If “Teeth” - which stars Jess Weixler in a brave, funny and, yes, poignant performance - has aspects of a horror movie, it also fits snugly into the coming-of-age genre and the female revenge fantasy niche. On top of that, it offers a sobering portrait of teenage sexuality, and the trials and tribulations of an innocent girl coping with the aggressive overtures of randy dudes.


“Teeth” had its premiere at the Sundance Film Festival a year ago, along with another offbeat comic drama featuring a high school heroine grappling with issues of sex and love. That would be this season’s indie hit “Juno,” of course.


“I actually think that ours is a more realistic depiction of teenage sexuality,” Lichtenstein deadpans. And he might be right.


Despite its fantastical premise, one can argue that “Teeth,” offers a more pragmatic assessment of adolescent male attitudes toward women than “Juno.”


Lichtenstein, 42, grew up in the Princeton, N.J., area and attended the George School in Bucks County, Pa. (And then Bennington College, where Paglia, now at Philadelphia’s University of the Arts, enlightened him about the vagina dentata.) An actor-turned-filmmaker, his father was the famous pop art painter Roy Lichtenstein.


“I didn’t make a choice not to follow in his footsteps or anything like that,” he says, “but painting was just never my passion. There may be an untapped talent there, but I don’t intend to tap it.”

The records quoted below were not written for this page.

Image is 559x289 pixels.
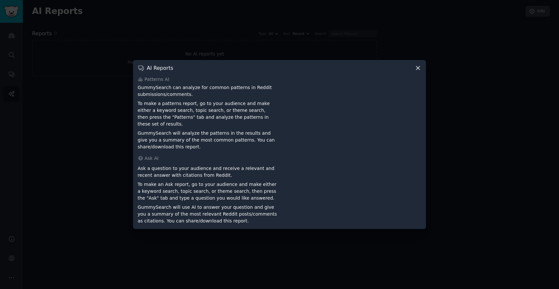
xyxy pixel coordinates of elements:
iframe: YouTube video player [282,84,421,143]
p: GummySearch can analyze for common patterns in Reddit submissions/comments. [138,84,277,98]
div: Patterns AI [138,76,421,83]
p: To make an Ask report, go to your audience and make either a keyword search, topic search, or the... [138,181,277,202]
div: Ask AI [138,155,421,162]
p: GummySearch will analyze the patterns in the results and give you a summary of the most common pa... [138,130,277,151]
p: GummySearch will use AI to answer your question and give you a summary of the most relevant Reddi... [138,204,277,225]
p: Ask a question to your audience and receive a relevant and recent answer with citations from Reddit. [138,165,277,179]
p: To make a patterns report, go to your audience and make either a keyword search, topic search, or... [138,100,277,128]
h3: AI Reports [147,65,173,72]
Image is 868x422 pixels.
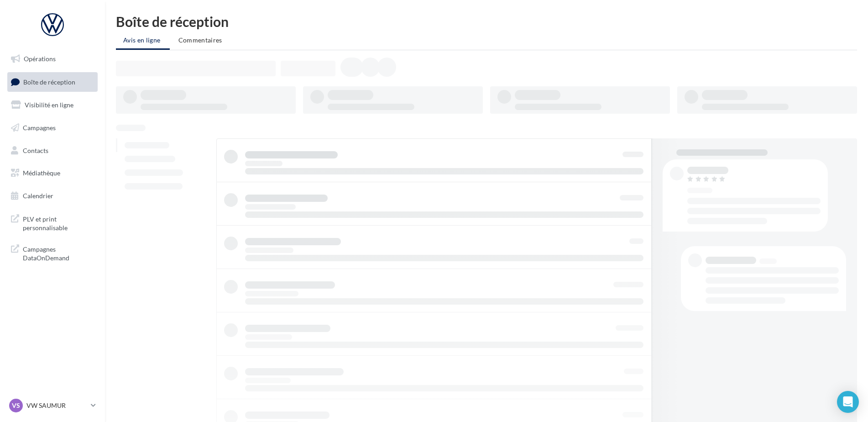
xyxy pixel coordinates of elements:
span: Calendrier [23,192,53,199]
a: Opérations [6,49,99,68]
a: Médiathèque [6,164,99,183]
span: Médiathèque [23,169,60,176]
span: Commentaires [179,36,222,44]
a: PLV et print personnalisable [6,209,99,236]
span: Contacts [23,146,48,154]
a: Boîte de réception [6,72,99,92]
a: Calendrier [6,187,99,206]
span: VS [12,401,20,410]
div: Open Intercom Messenger [837,391,859,413]
span: PLV et print personnalisable [23,213,94,233]
div: Boîte de réception [116,14,857,29]
a: Campagnes [6,118,99,137]
a: VS VW SAUMUR [7,397,98,414]
a: Contacts [6,141,99,161]
span: Campagnes [23,124,56,132]
a: Campagnes DataOnDemand [6,239,99,266]
span: Visibilité en ligne [25,101,74,109]
span: Boîte de réception [23,78,75,85]
span: Opérations [24,55,56,63]
p: VW SAUMUR [26,401,87,410]
span: Campagnes DataOnDemand [23,243,94,263]
a: Visibilité en ligne [6,95,99,114]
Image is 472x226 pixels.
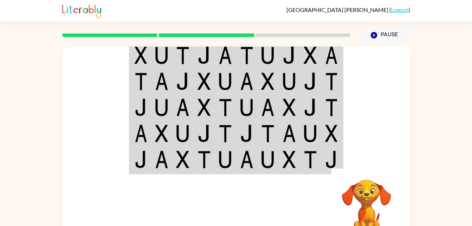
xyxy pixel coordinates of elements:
img: Literably [62,3,101,18]
img: u [219,150,232,168]
img: a [325,46,338,64]
img: j [135,150,147,168]
img: a [155,150,168,168]
img: t [304,150,317,168]
img: u [282,72,296,90]
img: t [325,72,338,90]
img: t [240,46,253,64]
img: u [155,46,168,64]
img: u [219,72,232,90]
img: u [261,46,274,64]
img: u [261,150,274,168]
img: a [135,124,147,142]
img: j [197,124,211,142]
img: a [176,98,189,116]
a: Logout [391,6,408,13]
img: j [197,46,211,64]
img: x [282,150,296,168]
img: a [240,72,253,90]
img: j [304,98,317,116]
img: x [155,124,168,142]
img: j [282,46,296,64]
img: t [197,150,211,168]
div: ( ) [286,6,410,13]
img: t [219,124,232,142]
img: x [304,46,317,64]
img: j [240,124,253,142]
img: t [219,98,232,116]
img: x [282,98,296,116]
img: j [176,72,189,90]
img: u [155,98,168,116]
img: a [219,46,232,64]
img: x [176,150,189,168]
img: a [240,150,253,168]
img: a [155,72,168,90]
button: Pause [359,27,410,43]
img: j [325,150,338,168]
img: x [325,124,338,142]
img: j [304,72,317,90]
img: t [325,98,338,116]
img: t [176,46,189,64]
img: u [240,98,253,116]
img: x [197,98,211,116]
img: x [135,46,147,64]
img: u [176,124,189,142]
img: t [135,72,147,90]
span: [GEOGRAPHIC_DATA] [PERSON_NAME] [286,6,389,13]
img: t [261,124,274,142]
img: x [261,72,274,90]
img: a [282,124,296,142]
img: x [197,72,211,90]
img: a [261,98,274,116]
img: j [135,98,147,116]
img: u [304,124,317,142]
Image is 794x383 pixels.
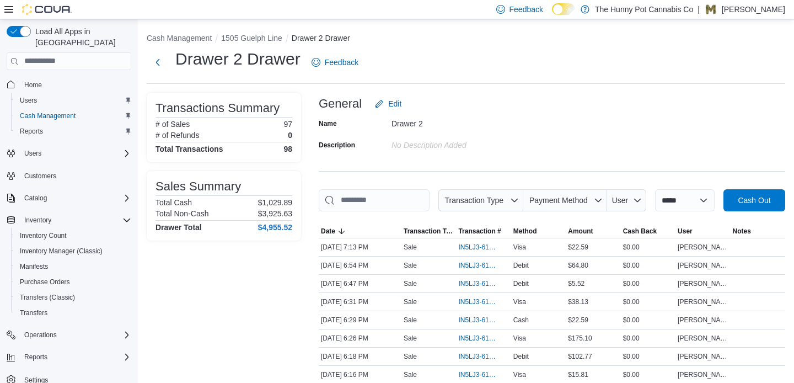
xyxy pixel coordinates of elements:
span: Inventory Count [15,229,131,242]
span: Cash [513,315,529,324]
div: [DATE] 6:31 PM [319,295,401,308]
p: The Hunny Pot Cannabis Co [595,3,693,16]
span: Visa [513,334,526,342]
button: Payment Method [523,189,607,211]
button: Transfers (Classic) [11,289,136,305]
a: Transfers [15,306,52,319]
span: Customers [20,169,131,183]
span: Purchase Orders [15,275,131,288]
p: Sale [404,261,417,270]
span: Transaction Type [404,227,454,235]
button: Manifests [11,259,136,274]
span: Users [15,94,131,107]
span: Inventory Manager (Classic) [20,246,103,255]
button: Inventory Manager (Classic) [11,243,136,259]
button: IN5LJ3-6143790 [458,368,508,381]
span: IN5LJ3-6143981 [458,297,497,306]
span: Edit [388,98,401,109]
div: $0.00 [621,259,675,272]
button: Cash Management [11,108,136,124]
label: Name [319,119,337,128]
button: Home [2,77,136,93]
button: Users [11,93,136,108]
button: Next [147,51,169,73]
span: Debit [513,261,529,270]
h3: Transactions Summary [155,101,280,115]
span: Catalog [24,194,47,202]
label: Description [319,141,355,149]
p: Sale [404,352,417,361]
span: Transfers (Classic) [20,293,75,302]
a: Purchase Orders [15,275,74,288]
button: IN5LJ3-6143981 [458,295,508,308]
span: Debit [513,279,529,288]
span: Customers [24,171,56,180]
button: Purchase Orders [11,274,136,289]
h6: Total Cash [155,198,192,207]
span: Debit [513,352,529,361]
span: Reports [15,125,131,138]
span: IN5LJ3-6144503 [458,243,497,251]
p: [PERSON_NAME] [722,3,785,16]
div: $0.00 [621,331,675,345]
button: IN5LJ3-6144179 [458,277,508,290]
h3: Sales Summary [155,180,241,193]
span: [PERSON_NAME] [678,334,728,342]
button: Customers [2,168,136,184]
span: $175.10 [568,334,592,342]
div: $0.00 [621,277,675,290]
span: Users [20,147,131,160]
span: Payment Method [529,196,588,205]
a: Home [20,78,46,92]
h4: 98 [283,144,292,153]
button: Edit [371,93,406,115]
h4: $4,955.52 [258,223,292,232]
p: Sale [404,370,417,379]
span: Operations [24,330,57,339]
p: 0 [288,131,292,139]
span: Transfers [15,306,131,319]
h6: # of Refunds [155,131,199,139]
div: [DATE] 6:47 PM [319,277,401,290]
a: Users [15,94,41,107]
button: Method [511,224,566,238]
button: Inventory Count [11,228,136,243]
span: Manifests [20,262,48,271]
button: User [607,189,646,211]
button: Users [20,147,46,160]
div: [DATE] 6:29 PM [319,313,401,326]
span: Reports [20,127,43,136]
button: Transaction Type [438,189,523,211]
button: Drawer 2 Drawer [292,34,350,42]
span: $38.13 [568,297,588,306]
a: Manifests [15,260,52,273]
button: Operations [20,328,61,341]
span: Inventory Manager (Classic) [15,244,131,257]
input: Dark Mode [552,3,575,15]
span: Transfers [20,308,47,317]
span: Reports [24,352,47,361]
span: Load All Apps in [GEOGRAPHIC_DATA] [31,26,131,48]
a: Inventory Manager (Classic) [15,244,107,257]
span: $102.77 [568,352,592,361]
span: Notes [733,227,751,235]
span: Home [20,78,131,92]
button: IN5LJ3-6144270 [458,259,508,272]
div: No Description added [391,136,539,149]
div: $0.00 [621,350,675,363]
span: Feedback [509,4,543,15]
button: Reports [2,349,136,364]
h3: General [319,97,362,110]
h1: Drawer 2 Drawer [175,48,300,70]
a: Transfers (Classic) [15,291,79,304]
div: [DATE] 6:18 PM [319,350,401,363]
button: Operations [2,327,136,342]
span: Users [20,96,37,105]
button: Transaction Type [401,224,456,238]
p: | [697,3,700,16]
a: Reports [15,125,47,138]
div: $0.00 [621,368,675,381]
p: Sale [404,279,417,288]
h6: Total Non-Cash [155,209,209,218]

Surprisingly, when Lichtenstein took “Teeth” to Sundance last year, he ruled out shopping his film to the studio-owned art-house divisions, such as Fox Searchlight and Miramax, because he and his investors were dead-certain the MPAA was going to hand it a prohibitive NC-17 rating, making it commercially unviable. But after a little give-and-take, the MPAA ratings board gave Lichtenstein’s movie an R rating.


“They were rooting for it to get an R because they thought it was a cautionary tale and that parents could bring their teenage boys to see it,” Lichtenstein says of the MPAA board members who screened his pic. Well, we won’t discuss the scene with the severed organ and the rottweiler here.


Lichtenstein says he has all but abandoned his acting career (he had major roles in Robert Altman’s “Streamers” and Ang Lee’s “The Wedding Banquet,” plus lots of episodic TV). Right now he’s in preproduction for the planned spring start of his second directorial stab, “Happy Tears.” “It’s nothing like `Teeth,’” he promises, “except that it is a comedy drama.”


He doesn’t expect to have as much trouble casting his new film. “Pretty much everyone who came in to read for any part in `Teeth’ looked at me like I was nuts,” Lichtenstein says.


Related Articles
24 Jan 2008
The parody of Teeth isn't subtle, though it is, for a few moments, cute.